Appropriations
We demystify the appropriations process to empower congressional staff and other civil society groups to engage in the extraordinarily important process of turning priorities into policy.
We also provide trackers, explainers, and more to model how Congress should create more transparency about the federal funding process.
We shape appropriations at every step of the process:
We make specific recommendations to Congress about what to fund. Read our full list of appropriations recommendations for FY 2024.
We testify before Congress to advocate for those recommendations.
We push for greater transparency at every level, and demonstrate how Congress should disclose data about the process.
The appropriations process is convoluted and opaque. Decisions about how to spend tax dollars shouldn’t be made by special interest lobbyists, but by all of us. Congress should be doing all it can to open up the process to the public by publishing testimony, giving notice of scheduled hearings, and publishing draft and final bills in one centralized location.
Read our resources and primers designed to help the public and other civil society groups get involved, including:
- a guide on how to track House approps markups
- an explainer on Congress’s Power of the Purse
- a repository of reports and testimony from the last half-decade
- a report produced in collaboration with Public Citizen, on how the Executive branch has encroached on congressional spending authority — and what we can do about it
- How House Committees Get their Money
- How Senate Committees Get their Money
- Tracking FY 2024 Appropriations Testimony and Hearing Deadlines
- Items Included In FY 2024 Senate Legislative Branch Appropriations Bill Report
- Tracking Appropriations Committee Members by Their Subcommittee
- Detailed Summary of FY 2023 Appropriations Legislation
And we make a big difference:
Our recommendations have informed a fundamental transformation of how Congress funds its own operations, and thus, its ability to govern. Congress is finally paying its staff a living wage, it funded the creation of a new House Intern Resource Office, and it has increased funding for the legislative policy support agencies like the Government Accountability Office and the Congressional Research Service.
We had similar success in other appropriations bills. The House Subcommittee on Financial Services and General Government included apportionment transparency, the development of federal internships, transparency around White House visitor logs, centralized access to agency budget justifications, and more.
To reverse the systematic undermining of Congress, Congress needs to invest in itself. We have done the research and made the case illustrating how Congress is always first on the chopping block, why that is self-defeating, and what to do about it. Taking control of the federal budget is another way of restoring congressional power. By asserting its authority over the appropriations process, Congress will be reclaiming one of its constitutional powers: the Power of the Purse.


__WORK ORDER__
The lines needed are those below that contain the word "space"; copy each one.

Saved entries
━━━━━━━━

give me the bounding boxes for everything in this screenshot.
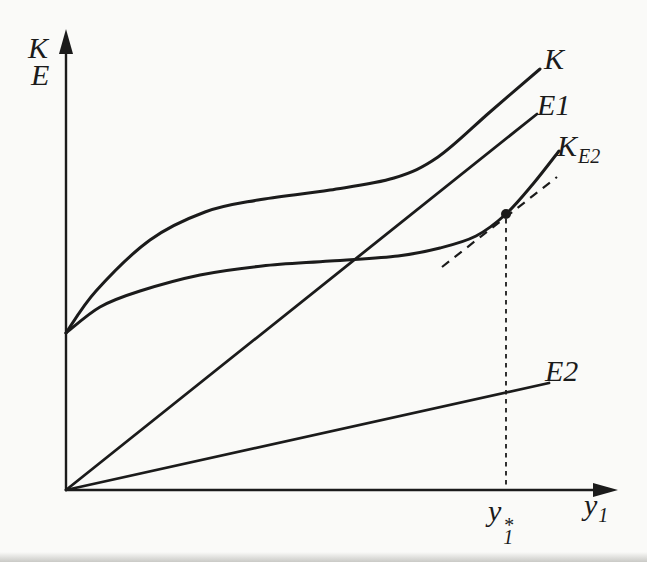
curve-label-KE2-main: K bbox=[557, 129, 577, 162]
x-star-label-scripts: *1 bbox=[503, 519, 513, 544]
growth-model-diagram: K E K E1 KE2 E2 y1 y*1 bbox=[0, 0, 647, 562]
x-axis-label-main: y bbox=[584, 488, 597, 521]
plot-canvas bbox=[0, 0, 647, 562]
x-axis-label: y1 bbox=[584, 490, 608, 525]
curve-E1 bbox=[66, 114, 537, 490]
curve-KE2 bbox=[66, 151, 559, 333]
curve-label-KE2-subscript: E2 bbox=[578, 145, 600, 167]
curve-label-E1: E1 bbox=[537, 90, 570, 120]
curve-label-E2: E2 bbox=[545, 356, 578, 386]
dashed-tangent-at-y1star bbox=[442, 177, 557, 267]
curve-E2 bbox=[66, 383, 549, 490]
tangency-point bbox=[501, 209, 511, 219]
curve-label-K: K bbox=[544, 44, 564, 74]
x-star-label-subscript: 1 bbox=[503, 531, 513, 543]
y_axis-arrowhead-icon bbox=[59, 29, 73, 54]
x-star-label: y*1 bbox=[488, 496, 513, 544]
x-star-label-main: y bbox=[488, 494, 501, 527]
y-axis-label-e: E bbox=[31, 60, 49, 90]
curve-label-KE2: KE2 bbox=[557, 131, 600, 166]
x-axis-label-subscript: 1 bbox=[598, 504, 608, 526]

━━━━━━━━

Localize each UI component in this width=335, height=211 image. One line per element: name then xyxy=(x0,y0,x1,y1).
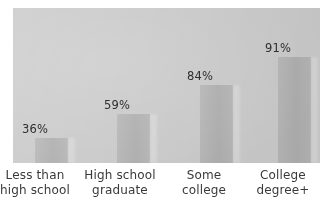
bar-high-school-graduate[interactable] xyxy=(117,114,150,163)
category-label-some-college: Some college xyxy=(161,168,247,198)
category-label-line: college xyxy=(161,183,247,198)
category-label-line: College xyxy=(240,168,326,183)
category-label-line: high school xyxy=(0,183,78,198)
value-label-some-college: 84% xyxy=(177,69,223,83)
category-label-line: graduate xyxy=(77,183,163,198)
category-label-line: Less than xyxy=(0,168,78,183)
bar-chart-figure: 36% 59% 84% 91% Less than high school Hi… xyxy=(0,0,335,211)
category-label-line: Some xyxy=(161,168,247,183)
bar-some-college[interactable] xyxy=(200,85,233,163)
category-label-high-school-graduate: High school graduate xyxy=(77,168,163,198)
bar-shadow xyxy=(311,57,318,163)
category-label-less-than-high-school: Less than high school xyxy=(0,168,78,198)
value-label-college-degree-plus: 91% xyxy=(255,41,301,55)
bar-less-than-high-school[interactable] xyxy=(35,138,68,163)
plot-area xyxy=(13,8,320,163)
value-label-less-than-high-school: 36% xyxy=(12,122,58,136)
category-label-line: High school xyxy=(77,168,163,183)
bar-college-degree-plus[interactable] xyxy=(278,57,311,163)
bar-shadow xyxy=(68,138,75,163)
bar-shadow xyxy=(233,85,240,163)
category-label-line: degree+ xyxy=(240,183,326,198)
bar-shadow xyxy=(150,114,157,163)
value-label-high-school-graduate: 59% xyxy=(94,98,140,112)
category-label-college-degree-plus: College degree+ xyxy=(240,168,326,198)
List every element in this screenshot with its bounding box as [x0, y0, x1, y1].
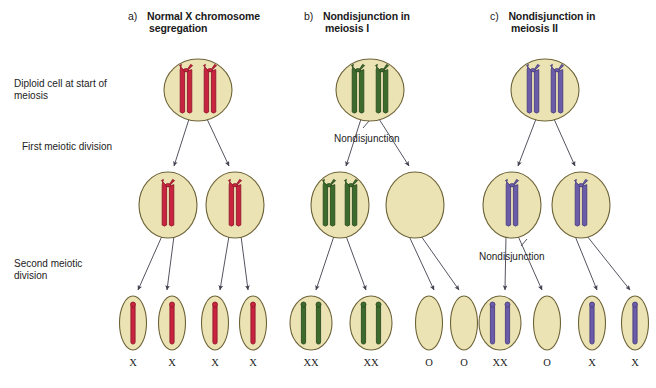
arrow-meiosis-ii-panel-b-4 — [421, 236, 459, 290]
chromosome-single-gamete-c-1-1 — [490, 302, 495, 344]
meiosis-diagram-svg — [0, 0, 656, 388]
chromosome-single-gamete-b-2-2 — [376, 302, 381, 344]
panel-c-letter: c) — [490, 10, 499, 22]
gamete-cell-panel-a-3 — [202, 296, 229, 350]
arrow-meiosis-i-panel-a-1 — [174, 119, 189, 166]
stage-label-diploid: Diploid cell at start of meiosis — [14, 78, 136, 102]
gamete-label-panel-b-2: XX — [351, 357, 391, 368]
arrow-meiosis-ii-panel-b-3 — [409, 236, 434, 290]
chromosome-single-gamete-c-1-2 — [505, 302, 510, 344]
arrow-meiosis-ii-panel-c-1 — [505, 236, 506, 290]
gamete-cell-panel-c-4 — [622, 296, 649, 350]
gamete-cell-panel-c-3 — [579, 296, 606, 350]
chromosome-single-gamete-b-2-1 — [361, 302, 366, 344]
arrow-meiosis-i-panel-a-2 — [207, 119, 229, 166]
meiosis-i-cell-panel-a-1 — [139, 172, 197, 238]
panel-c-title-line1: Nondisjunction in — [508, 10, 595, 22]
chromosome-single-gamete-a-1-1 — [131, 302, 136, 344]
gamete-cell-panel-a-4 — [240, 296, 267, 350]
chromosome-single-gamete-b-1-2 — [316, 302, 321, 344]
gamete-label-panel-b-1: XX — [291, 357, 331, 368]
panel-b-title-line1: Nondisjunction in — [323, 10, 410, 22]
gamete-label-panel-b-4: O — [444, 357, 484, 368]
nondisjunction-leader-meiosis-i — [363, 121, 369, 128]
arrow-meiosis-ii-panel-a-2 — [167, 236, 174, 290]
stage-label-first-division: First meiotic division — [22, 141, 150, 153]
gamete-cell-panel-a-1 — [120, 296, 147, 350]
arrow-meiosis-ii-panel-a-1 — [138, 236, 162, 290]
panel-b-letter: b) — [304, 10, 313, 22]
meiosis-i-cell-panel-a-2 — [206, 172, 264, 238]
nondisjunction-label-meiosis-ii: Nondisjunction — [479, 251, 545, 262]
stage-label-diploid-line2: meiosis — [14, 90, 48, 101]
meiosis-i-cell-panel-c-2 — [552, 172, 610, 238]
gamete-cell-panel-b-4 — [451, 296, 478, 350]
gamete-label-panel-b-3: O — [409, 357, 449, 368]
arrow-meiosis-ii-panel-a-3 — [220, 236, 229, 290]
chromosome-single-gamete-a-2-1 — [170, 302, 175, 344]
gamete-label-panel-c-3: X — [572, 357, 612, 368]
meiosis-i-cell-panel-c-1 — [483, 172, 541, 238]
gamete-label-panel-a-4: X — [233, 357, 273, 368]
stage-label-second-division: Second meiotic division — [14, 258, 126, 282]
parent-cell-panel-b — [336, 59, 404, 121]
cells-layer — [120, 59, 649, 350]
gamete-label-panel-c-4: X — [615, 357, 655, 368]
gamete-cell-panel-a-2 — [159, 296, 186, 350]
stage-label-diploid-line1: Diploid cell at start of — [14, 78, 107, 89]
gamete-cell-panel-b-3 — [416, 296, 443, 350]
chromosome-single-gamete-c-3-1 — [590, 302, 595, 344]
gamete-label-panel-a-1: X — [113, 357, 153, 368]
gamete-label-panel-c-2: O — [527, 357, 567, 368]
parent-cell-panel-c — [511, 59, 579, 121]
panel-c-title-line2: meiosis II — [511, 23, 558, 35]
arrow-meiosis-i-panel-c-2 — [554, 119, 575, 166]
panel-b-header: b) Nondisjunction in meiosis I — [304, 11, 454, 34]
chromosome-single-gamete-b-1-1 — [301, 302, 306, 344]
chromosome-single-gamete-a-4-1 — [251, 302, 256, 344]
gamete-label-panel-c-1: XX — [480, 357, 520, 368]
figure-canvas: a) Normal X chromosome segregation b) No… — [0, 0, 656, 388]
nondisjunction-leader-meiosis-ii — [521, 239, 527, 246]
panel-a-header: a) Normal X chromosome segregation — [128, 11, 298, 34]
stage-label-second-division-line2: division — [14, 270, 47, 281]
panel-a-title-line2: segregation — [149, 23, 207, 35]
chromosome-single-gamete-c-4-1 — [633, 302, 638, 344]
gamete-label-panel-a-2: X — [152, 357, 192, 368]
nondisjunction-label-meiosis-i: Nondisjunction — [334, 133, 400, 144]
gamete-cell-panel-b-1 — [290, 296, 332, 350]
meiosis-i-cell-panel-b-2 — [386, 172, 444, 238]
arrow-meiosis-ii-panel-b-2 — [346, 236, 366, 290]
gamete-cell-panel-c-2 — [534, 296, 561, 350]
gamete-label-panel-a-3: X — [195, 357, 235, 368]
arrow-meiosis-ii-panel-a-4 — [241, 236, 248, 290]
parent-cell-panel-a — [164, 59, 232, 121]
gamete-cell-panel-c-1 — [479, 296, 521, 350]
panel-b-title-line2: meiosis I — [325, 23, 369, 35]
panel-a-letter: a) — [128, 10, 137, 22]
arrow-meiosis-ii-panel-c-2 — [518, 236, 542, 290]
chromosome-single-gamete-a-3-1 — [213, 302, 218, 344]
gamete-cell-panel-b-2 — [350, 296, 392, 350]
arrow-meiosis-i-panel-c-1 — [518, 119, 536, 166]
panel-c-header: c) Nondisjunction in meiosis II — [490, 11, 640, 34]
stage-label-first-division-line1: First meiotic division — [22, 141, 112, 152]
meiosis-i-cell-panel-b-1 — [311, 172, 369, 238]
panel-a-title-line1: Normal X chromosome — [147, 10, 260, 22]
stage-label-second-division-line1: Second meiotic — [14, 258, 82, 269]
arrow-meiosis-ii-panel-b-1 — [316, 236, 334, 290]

━━━━━━━━

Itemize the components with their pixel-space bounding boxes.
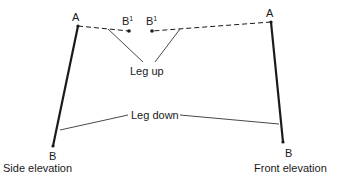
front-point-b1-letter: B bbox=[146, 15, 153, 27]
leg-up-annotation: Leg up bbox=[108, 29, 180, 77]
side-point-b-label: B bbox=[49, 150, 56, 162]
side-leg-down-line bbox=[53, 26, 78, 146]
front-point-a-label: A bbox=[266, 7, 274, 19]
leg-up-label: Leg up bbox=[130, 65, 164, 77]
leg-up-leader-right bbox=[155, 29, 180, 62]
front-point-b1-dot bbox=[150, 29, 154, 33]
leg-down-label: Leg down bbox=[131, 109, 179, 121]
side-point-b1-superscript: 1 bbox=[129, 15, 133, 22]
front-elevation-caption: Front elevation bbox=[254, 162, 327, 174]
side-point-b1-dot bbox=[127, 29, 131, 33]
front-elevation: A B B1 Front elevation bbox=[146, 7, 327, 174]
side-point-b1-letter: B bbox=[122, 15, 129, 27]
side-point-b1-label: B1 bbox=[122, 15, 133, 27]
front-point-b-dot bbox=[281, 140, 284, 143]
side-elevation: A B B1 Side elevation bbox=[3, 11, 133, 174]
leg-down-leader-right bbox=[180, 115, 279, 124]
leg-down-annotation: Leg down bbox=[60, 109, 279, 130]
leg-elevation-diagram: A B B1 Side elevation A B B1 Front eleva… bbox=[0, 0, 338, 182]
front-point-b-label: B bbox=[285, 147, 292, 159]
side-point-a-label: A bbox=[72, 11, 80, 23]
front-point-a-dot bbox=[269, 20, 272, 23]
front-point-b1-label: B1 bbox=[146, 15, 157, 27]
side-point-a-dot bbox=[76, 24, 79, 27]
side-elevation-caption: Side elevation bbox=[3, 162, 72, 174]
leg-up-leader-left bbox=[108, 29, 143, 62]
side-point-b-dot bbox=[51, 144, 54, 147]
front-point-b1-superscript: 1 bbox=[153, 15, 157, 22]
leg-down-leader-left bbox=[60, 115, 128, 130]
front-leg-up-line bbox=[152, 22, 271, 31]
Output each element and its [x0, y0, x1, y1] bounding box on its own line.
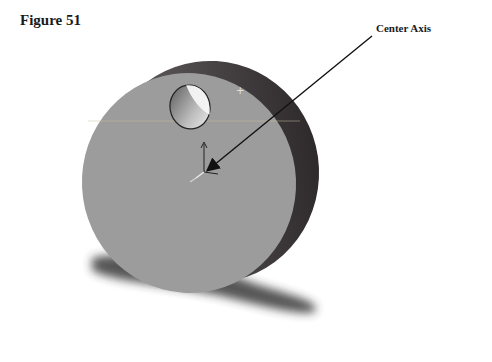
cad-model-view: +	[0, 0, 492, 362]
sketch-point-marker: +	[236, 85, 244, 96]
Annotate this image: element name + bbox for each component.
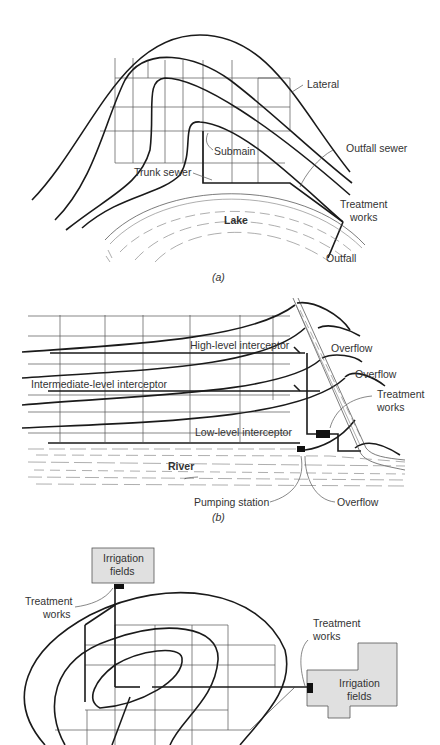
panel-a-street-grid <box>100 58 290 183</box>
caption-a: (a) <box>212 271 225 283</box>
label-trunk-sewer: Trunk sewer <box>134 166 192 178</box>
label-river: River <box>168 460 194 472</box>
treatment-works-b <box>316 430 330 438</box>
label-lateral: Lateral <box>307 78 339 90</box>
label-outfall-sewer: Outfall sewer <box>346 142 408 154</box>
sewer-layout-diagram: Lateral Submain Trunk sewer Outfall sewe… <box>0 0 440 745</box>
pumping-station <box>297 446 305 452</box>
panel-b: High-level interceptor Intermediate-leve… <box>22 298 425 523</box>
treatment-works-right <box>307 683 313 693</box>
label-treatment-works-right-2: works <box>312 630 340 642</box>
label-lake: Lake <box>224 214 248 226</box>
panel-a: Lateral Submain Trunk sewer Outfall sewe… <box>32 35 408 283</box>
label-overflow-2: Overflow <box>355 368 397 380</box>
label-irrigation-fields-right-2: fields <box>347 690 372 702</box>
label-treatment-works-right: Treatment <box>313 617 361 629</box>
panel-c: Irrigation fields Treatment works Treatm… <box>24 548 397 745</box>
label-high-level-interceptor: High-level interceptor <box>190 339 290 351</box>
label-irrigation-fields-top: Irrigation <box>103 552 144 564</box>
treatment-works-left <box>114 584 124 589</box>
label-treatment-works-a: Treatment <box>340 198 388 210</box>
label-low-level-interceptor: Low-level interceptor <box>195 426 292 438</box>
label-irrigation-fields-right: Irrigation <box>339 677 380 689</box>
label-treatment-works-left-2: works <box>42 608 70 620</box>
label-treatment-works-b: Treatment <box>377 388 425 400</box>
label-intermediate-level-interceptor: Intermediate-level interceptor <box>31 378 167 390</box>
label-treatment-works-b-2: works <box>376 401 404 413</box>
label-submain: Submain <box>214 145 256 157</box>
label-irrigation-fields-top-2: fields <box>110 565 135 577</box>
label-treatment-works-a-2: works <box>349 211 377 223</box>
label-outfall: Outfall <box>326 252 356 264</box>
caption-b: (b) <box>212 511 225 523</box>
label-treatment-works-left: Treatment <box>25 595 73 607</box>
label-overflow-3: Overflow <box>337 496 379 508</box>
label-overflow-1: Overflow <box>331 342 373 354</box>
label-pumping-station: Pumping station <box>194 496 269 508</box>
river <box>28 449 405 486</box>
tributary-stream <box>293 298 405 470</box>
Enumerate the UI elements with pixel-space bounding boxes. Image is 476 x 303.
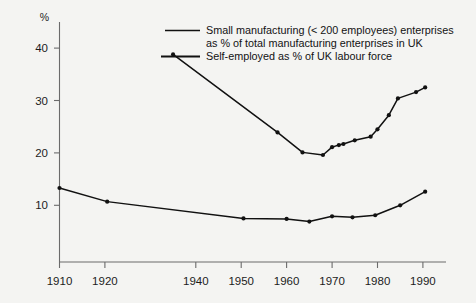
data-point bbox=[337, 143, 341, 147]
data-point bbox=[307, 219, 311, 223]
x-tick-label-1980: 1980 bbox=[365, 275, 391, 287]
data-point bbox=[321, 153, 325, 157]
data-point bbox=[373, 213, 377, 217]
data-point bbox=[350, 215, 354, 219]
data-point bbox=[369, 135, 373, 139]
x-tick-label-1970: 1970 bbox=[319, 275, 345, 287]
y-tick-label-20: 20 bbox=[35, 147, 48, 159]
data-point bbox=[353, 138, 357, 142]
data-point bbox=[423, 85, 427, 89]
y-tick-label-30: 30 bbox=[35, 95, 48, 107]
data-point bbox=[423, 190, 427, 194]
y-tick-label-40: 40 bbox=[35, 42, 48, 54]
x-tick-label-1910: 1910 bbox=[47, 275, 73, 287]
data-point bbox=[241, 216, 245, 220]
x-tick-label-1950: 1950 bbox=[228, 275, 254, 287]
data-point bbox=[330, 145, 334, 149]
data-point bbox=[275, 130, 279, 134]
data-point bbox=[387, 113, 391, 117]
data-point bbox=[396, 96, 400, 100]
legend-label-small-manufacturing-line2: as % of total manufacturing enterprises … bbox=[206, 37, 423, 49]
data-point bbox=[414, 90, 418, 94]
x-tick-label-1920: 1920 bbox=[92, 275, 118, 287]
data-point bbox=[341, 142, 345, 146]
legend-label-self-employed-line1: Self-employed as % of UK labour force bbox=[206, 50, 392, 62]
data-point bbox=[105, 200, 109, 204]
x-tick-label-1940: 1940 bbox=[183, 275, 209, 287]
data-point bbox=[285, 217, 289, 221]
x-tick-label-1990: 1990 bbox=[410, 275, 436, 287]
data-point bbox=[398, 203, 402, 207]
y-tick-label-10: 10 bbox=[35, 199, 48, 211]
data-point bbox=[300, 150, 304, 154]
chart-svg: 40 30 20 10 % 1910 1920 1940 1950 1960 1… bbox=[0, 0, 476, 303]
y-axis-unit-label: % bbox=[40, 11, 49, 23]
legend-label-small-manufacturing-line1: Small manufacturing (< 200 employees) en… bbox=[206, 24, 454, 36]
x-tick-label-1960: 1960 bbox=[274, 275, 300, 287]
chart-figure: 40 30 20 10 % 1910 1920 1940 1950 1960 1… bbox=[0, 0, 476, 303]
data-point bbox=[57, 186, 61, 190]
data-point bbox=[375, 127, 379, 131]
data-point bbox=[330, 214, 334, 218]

━━━━━━━━

__RESPONSE TO THE EXERCISE__
Itemize the components with their pixel-space bounding boxes.
Enumerate the UI elements with pixel-space bounding boxes. Image is 476 x 303.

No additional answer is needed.